David O. Russell hovers at the top of my list of favorite directors. He captures the messy collision of self-interests that for him defines America. In American Hustle, he whips up a black comedy based on ABSCAM, the late-’70s FBI sting that centered on a bogus sheik and led to the bribery convictions of sundry U.S. politicians. But he doesn’t tell the real ABSCAM story; he adapts it to fit his theme, which is that most of us are busy re-inventing ourselves and conning one another.
Christian Bale plays Irving Rosenfeld, a master flimflam artist who steals from people desperate for bank loans. He and his lover and fellow swindler Sydney, played by Amy Adams, eventually get snared, but the FBI agent in charge, Richie DiMaso (Bradley Cooper), offers a way out of the net: Help him catch a bunch of bigger fish and they’ll go free.
It sounds like a routine plot, but you’ve never seen it in clothes and hairstyles this garish. Bale’s Irving has the most outlandish combover in history: thin strands and wayward puffs glued down and topped with a small, ugly rug. A burgundy three-piece suit and aviator shades completes the hideous effect. Cooper’s Richie is a thin-skinned hothead with tight little curls. He and Irving spend much of the movie spraying testosterone at each other and competing for Sydney, who affects a bad English accent to fool Richie — whom she likes but doesn’t trust.

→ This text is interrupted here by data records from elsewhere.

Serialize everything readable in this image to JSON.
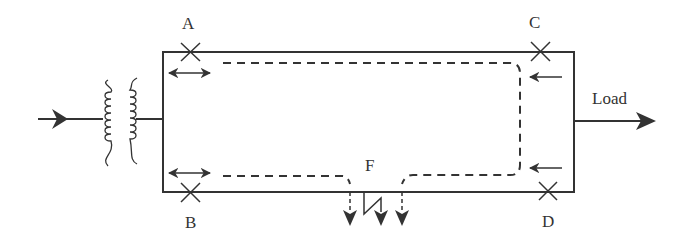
{
  "diagram": {
    "labels": {
      "breaker_a": "A",
      "breaker_b": "B",
      "breaker_c": "C",
      "breaker_d": "D",
      "fault": "F",
      "load": "Load"
    },
    "colors": {
      "line": "#333333",
      "background": "#ffffff"
    },
    "elements": [
      {
        "type": "source-input-arrow",
        "direction": "right"
      },
      {
        "type": "transformer"
      },
      {
        "type": "ring-feeder"
      },
      {
        "type": "circuit-breaker",
        "label": "A",
        "relay": "bidirectional"
      },
      {
        "type": "circuit-breaker",
        "label": "B",
        "relay": "bidirectional"
      },
      {
        "type": "circuit-breaker",
        "label": "C",
        "relay": "directional-left"
      },
      {
        "type": "circuit-breaker",
        "label": "D",
        "relay": "directional-left"
      },
      {
        "type": "fault",
        "label": "F",
        "symbol": "lightning-to-ground"
      },
      {
        "type": "load-output-arrow",
        "label": "Load",
        "direction": "right"
      },
      {
        "type": "fault-current-path",
        "style": "dashed"
      }
    ]
  }
}
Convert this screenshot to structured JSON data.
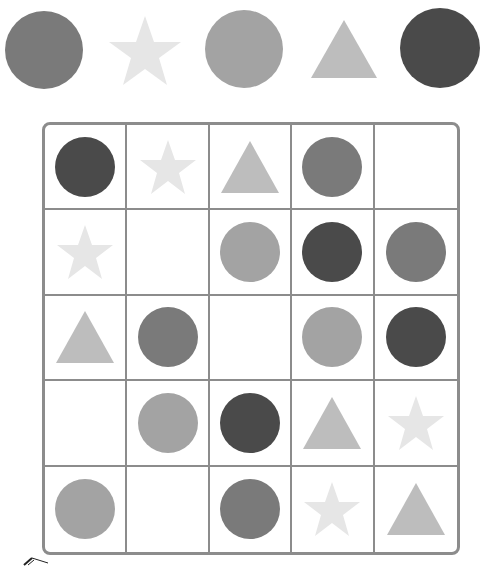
{
  "colors": {
    "circle_dark": "#4a4a4a",
    "circle_medium": "#7a7a7a",
    "circle_light": "#a3a3a3",
    "triangle": "#bdbdbd",
    "star": "#e6e6e6",
    "grid_border": "#8c8c8c"
  },
  "legend_row": [
    {
      "shape": "circle",
      "tone": "medium"
    },
    {
      "shape": "star",
      "tone": "star"
    },
    {
      "shape": "circle",
      "tone": "light"
    },
    {
      "shape": "triangle",
      "tone": "triangle"
    },
    {
      "shape": "circle",
      "tone": "dark"
    }
  ],
  "grid": {
    "rows": 5,
    "cols": 5,
    "cells": [
      [
        "circle-dark",
        "star",
        "triangle",
        "circle-medium",
        "empty"
      ],
      [
        "star",
        "empty",
        "circle-light",
        "circle-dark",
        "circle-medium"
      ],
      [
        "triangle",
        "circle-medium",
        "empty",
        "circle-light",
        "circle-dark"
      ],
      [
        "empty",
        "circle-light",
        "circle-dark",
        "triangle",
        "star"
      ],
      [
        "circle-light",
        "empty",
        "circle-medium",
        "star",
        "triangle"
      ]
    ]
  }
}
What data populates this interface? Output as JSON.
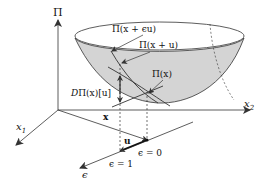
{
  "figure": {
    "axes": {
      "vertical": "Π",
      "x1": "x",
      "x1_sub": "1",
      "x2": "x",
      "x2_sub": "2"
    },
    "labels": {
      "pi_x_eps_u": "Π(x + ϵu)",
      "pi_x_u": "Π(x + u)",
      "pi_x": "Π(x)",
      "derivative_D": "D",
      "derivative_rest": "Π(x)[u]",
      "x_vec": "x",
      "u_vec": "u",
      "eps_zero": "ϵ = 0",
      "eps_one": "ϵ = 1",
      "eps_axis": "ϵ"
    },
    "colors": {
      "surface_fill": "#d4d4d4",
      "stroke": "#333333",
      "background": "#ffffff"
    }
  }
}
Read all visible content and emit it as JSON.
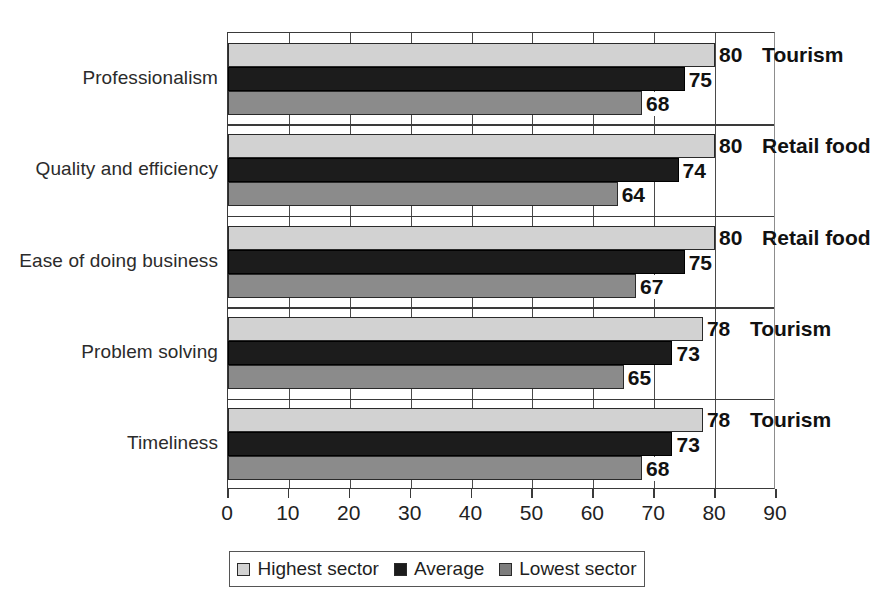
{
  "chart_data": {
    "type": "bar",
    "orientation": "horizontal",
    "title": "",
    "xlabel": "",
    "ylabel": "",
    "xlim": [
      0,
      90
    ],
    "xticks": [
      0,
      10,
      20,
      30,
      40,
      50,
      60,
      70,
      80,
      90
    ],
    "grid": true,
    "legend_position": "bottom",
    "categories": [
      "Professionalism",
      "Quality and efficiency",
      "Ease of doing business",
      "Problem solving",
      "Timeliness"
    ],
    "series": [
      {
        "name": "Highest sector",
        "color": "#d2d2d2",
        "values": [
          80,
          80,
          80,
          78,
          78
        ]
      },
      {
        "name": "Average",
        "color": "#1c1c1c",
        "values": [
          75,
          74,
          75,
          73,
          73
        ]
      },
      {
        "name": "Lowest sector",
        "color": "#8b8b8b",
        "values": [
          68,
          64,
          67,
          65,
          68
        ]
      }
    ],
    "annotations": [
      {
        "category": "Professionalism",
        "value": 80,
        "sector": "Tourism"
      },
      {
        "category": "Quality and efficiency",
        "value": 80,
        "sector": "Retail food"
      },
      {
        "category": "Ease of doing business",
        "value": 80,
        "sector": "Retail food"
      },
      {
        "category": "Problem solving",
        "value": 78,
        "sector": "Tourism"
      },
      {
        "category": "Timeliness",
        "value": 78,
        "sector": "Tourism"
      }
    ]
  },
  "legend": {
    "items": [
      {
        "label": "Highest sector",
        "swatch": "legend-swatch-highest"
      },
      {
        "label": "Average",
        "swatch": "legend-swatch-average"
      },
      {
        "label": "Lowest sector",
        "swatch": "legend-swatch-lowest"
      }
    ]
  }
}
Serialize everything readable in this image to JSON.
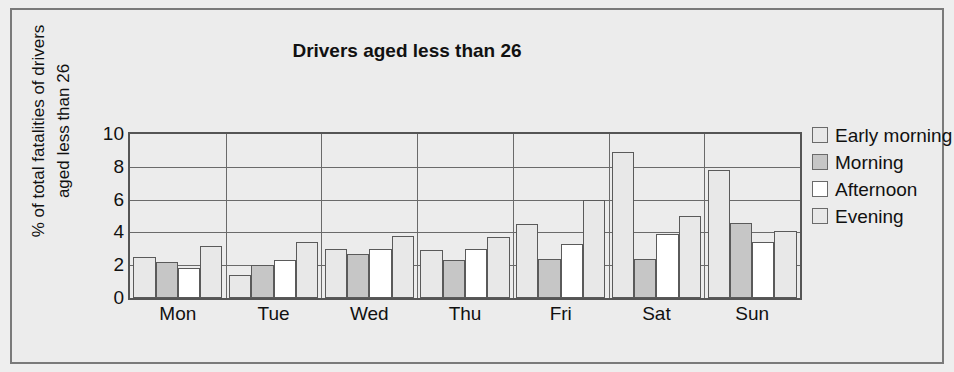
{
  "chart_data": {
    "type": "bar",
    "title": "Drivers aged less than 26",
    "xlabel": "",
    "ylabel": "% of total fatalities of drivers aged less than 26",
    "ylabel_lines": [
      "% of total fatalities of drivers",
      "aged less than 26"
    ],
    "categories": [
      "Mon",
      "Tue",
      "Wed",
      "Thu",
      "Fri",
      "Sat",
      "Sun"
    ],
    "series": [
      {
        "name": "Early morning",
        "color": "#e8e8e8",
        "values": [
          2.5,
          1.4,
          3.0,
          2.9,
          4.5,
          8.9,
          7.8
        ]
      },
      {
        "name": "Morning",
        "color": "#c6c6c6",
        "values": [
          2.2,
          2.0,
          2.7,
          2.3,
          2.4,
          2.4,
          4.6
        ]
      },
      {
        "name": "Afternoon",
        "color": "#ffffff",
        "values": [
          1.8,
          2.3,
          3.0,
          3.0,
          3.3,
          3.9,
          3.4
        ]
      },
      {
        "name": "Evening",
        "color": "#e8e8e8",
        "values": [
          3.2,
          3.4,
          3.8,
          3.7,
          6.0,
          5.0,
          4.1
        ]
      }
    ],
    "ylim": [
      0,
      10
    ],
    "yticks": [
      0,
      2,
      4,
      6,
      8,
      10
    ],
    "ytick_labels": [
      "0",
      "2",
      "4",
      "6",
      "8",
      "10"
    ],
    "grid": "horizontal-and-category-separators",
    "legend_position": "right",
    "legend": [
      "Early morning",
      "Morning",
      "Afternoon",
      "Evening"
    ]
  },
  "colors": {
    "page_background": "#ececec",
    "frame_border": "#7a7a7a",
    "axis": "#555555",
    "gridline": "#6a6a6a",
    "text": "#111111"
  }
}
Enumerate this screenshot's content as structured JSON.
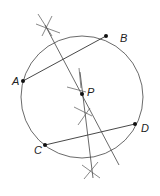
{
  "diagram": {
    "points": [
      {
        "label": "A",
        "x": 23,
        "y": 81
      },
      {
        "label": "B",
        "x": 106,
        "y": 36
      },
      {
        "label": "C",
        "x": 45,
        "y": 145
      },
      {
        "label": "D",
        "x": 135,
        "y": 124
      },
      {
        "label": "P",
        "x": 82,
        "y": 94
      }
    ],
    "circle": {
      "cx": 82,
      "cy": 97,
      "r": 61
    },
    "chords": [
      "AB",
      "CD"
    ],
    "colors": {
      "stroke": "#333333",
      "point": "#111111"
    }
  }
}
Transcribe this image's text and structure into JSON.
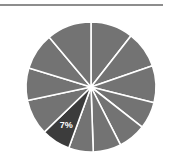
{
  "page": {
    "background_color": "#ffffff",
    "width": 174,
    "height": 166
  },
  "divider": {
    "name": "top-horizontal-rule",
    "color": "#8d8d8d"
  },
  "chart_data": {
    "type": "pie",
    "title": "",
    "subtitle": "",
    "xlabel": "",
    "ylabel": "",
    "legend": [],
    "legend_position": "none",
    "grid": false,
    "center": {
      "x": 91,
      "y": 87
    },
    "radius": 65,
    "start_angle_deg": 0,
    "direction": "clockwise",
    "default_slice_color": "#737373",
    "highlight_slice_color": "#3c3c3c",
    "slice_border_color": "#ffffff",
    "slice_border_width": 1.6,
    "categories": [
      "Slice 1",
      "Slice 2",
      "Slice 3",
      "Slice 4",
      "Slice 5",
      "Slice 6",
      "Slice 7",
      "Slice 8",
      "Slice 9",
      "Slice 10",
      "Slice 11",
      "Slice 12"
    ],
    "values": [
      10,
      9,
      9,
      7,
      7,
      7,
      6,
      7,
      9,
      8,
      9,
      12
    ],
    "slices": [
      {
        "label": "",
        "value": 10,
        "start_deg": 0,
        "end_deg": 38,
        "color": "#737373",
        "highlighted": false,
        "data_label": ""
      },
      {
        "label": "",
        "value": 9,
        "start_deg": 38,
        "end_deg": 71,
        "color": "#737373",
        "highlighted": false,
        "data_label": ""
      },
      {
        "label": "",
        "value": 9,
        "start_deg": 71,
        "end_deg": 104,
        "color": "#737373",
        "highlighted": false,
        "data_label": ""
      },
      {
        "label": "",
        "value": 7,
        "start_deg": 104,
        "end_deg": 128,
        "color": "#737373",
        "highlighted": false,
        "data_label": ""
      },
      {
        "label": "",
        "value": 7,
        "start_deg": 128,
        "end_deg": 153,
        "color": "#737373",
        "highlighted": false,
        "data_label": ""
      },
      {
        "label": "",
        "value": 7,
        "start_deg": 153,
        "end_deg": 178,
        "color": "#737373",
        "highlighted": false,
        "data_label": ""
      },
      {
        "label": "",
        "value": 6,
        "start_deg": 178,
        "end_deg": 200,
        "color": "#737373",
        "highlighted": false,
        "data_label": ""
      },
      {
        "label": "7%",
        "value": 7,
        "start_deg": 200,
        "end_deg": 226,
        "color": "#3c3c3c",
        "highlighted": true,
        "data_label": "7%"
      },
      {
        "label": "",
        "value": 9,
        "start_deg": 226,
        "end_deg": 258,
        "color": "#737373",
        "highlighted": false,
        "data_label": ""
      },
      {
        "label": "",
        "value": 8,
        "start_deg": 258,
        "end_deg": 287,
        "color": "#737373",
        "highlighted": false,
        "data_label": ""
      },
      {
        "label": "",
        "value": 9,
        "start_deg": 287,
        "end_deg": 320,
        "color": "#737373",
        "highlighted": false,
        "data_label": ""
      },
      {
        "label": "",
        "value": 12,
        "start_deg": 320,
        "end_deg": 360,
        "color": "#737373",
        "highlighted": false,
        "data_label": ""
      }
    ],
    "labels_shown": [
      "7%"
    ],
    "label_color": "#ffffff"
  }
}
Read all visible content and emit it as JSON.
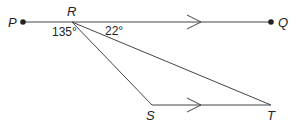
{
  "diagram": {
    "type": "geometry",
    "points": {
      "P": {
        "label": "P",
        "x": 23,
        "y": 22
      },
      "R": {
        "label": "R",
        "x": 72,
        "y": 22
      },
      "Q": {
        "label": "Q",
        "x": 271,
        "y": 22
      },
      "S": {
        "label": "S",
        "x": 152,
        "y": 105
      },
      "T": {
        "label": "T",
        "x": 271,
        "y": 105
      }
    },
    "segments": [
      "PQ",
      "RS",
      "RT",
      "ST"
    ],
    "parallel": [
      "PQ",
      "ST"
    ],
    "angles": {
      "PRS": "135°",
      "QRT": "22°"
    },
    "colors": {
      "stroke": "#333333",
      "text": "#222222"
    }
  }
}
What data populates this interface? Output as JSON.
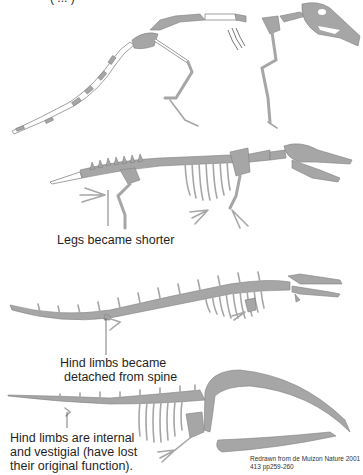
{
  "figure": {
    "top_partial_caption": "( ... )",
    "bone_color": "#a6a6a6",
    "bone_stroke": "#7a7a7a",
    "reconstructed_bone_color": "#ffffff",
    "stages": [
      {
        "id": "pakicetus",
        "description": "Four-legged terrestrial ancestor with long tail and long legs",
        "label": ""
      },
      {
        "id": "ambulocetus",
        "description": "Amphibious form with shorter legs",
        "label": "Legs became shorter"
      },
      {
        "id": "basilosaurus",
        "description": "Elongated fully aquatic form with tiny hind limbs",
        "label_line1": "Hind limbs became",
        "label_line2": "detached from spine"
      },
      {
        "id": "modern-whale",
        "description": "Modern baleen whale with large arched jaws",
        "label_line1": "Hind limbs are internal",
        "label_line2": "and vestigial (have lost",
        "label_line3": "their original function)."
      }
    ],
    "credit_line1": "Redrawn from de Muizon Nature 2001",
    "credit_line2": "413 pp259-260"
  }
}
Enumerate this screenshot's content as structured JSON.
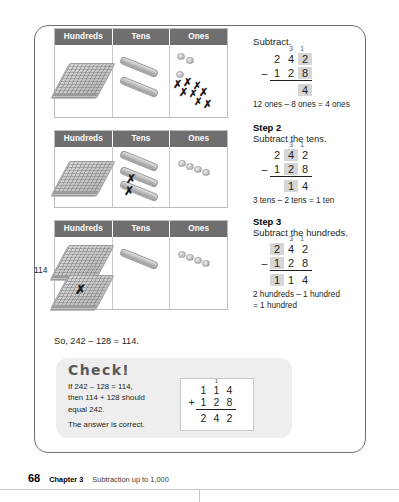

American Hustle is loud and big. Russell out-Scorseses Scorsese with hyperbolic technique: whip-pans, whooshes, slo-mo, and tacky but great ’70s chart-toppers. He winds his actors up and lets them loose. Bale is outrageously skeevy; Adams uses her blue eyes like stilettos. They put everything they have into scene after scene. The movie is like a slot machine that never stops spitting quarters.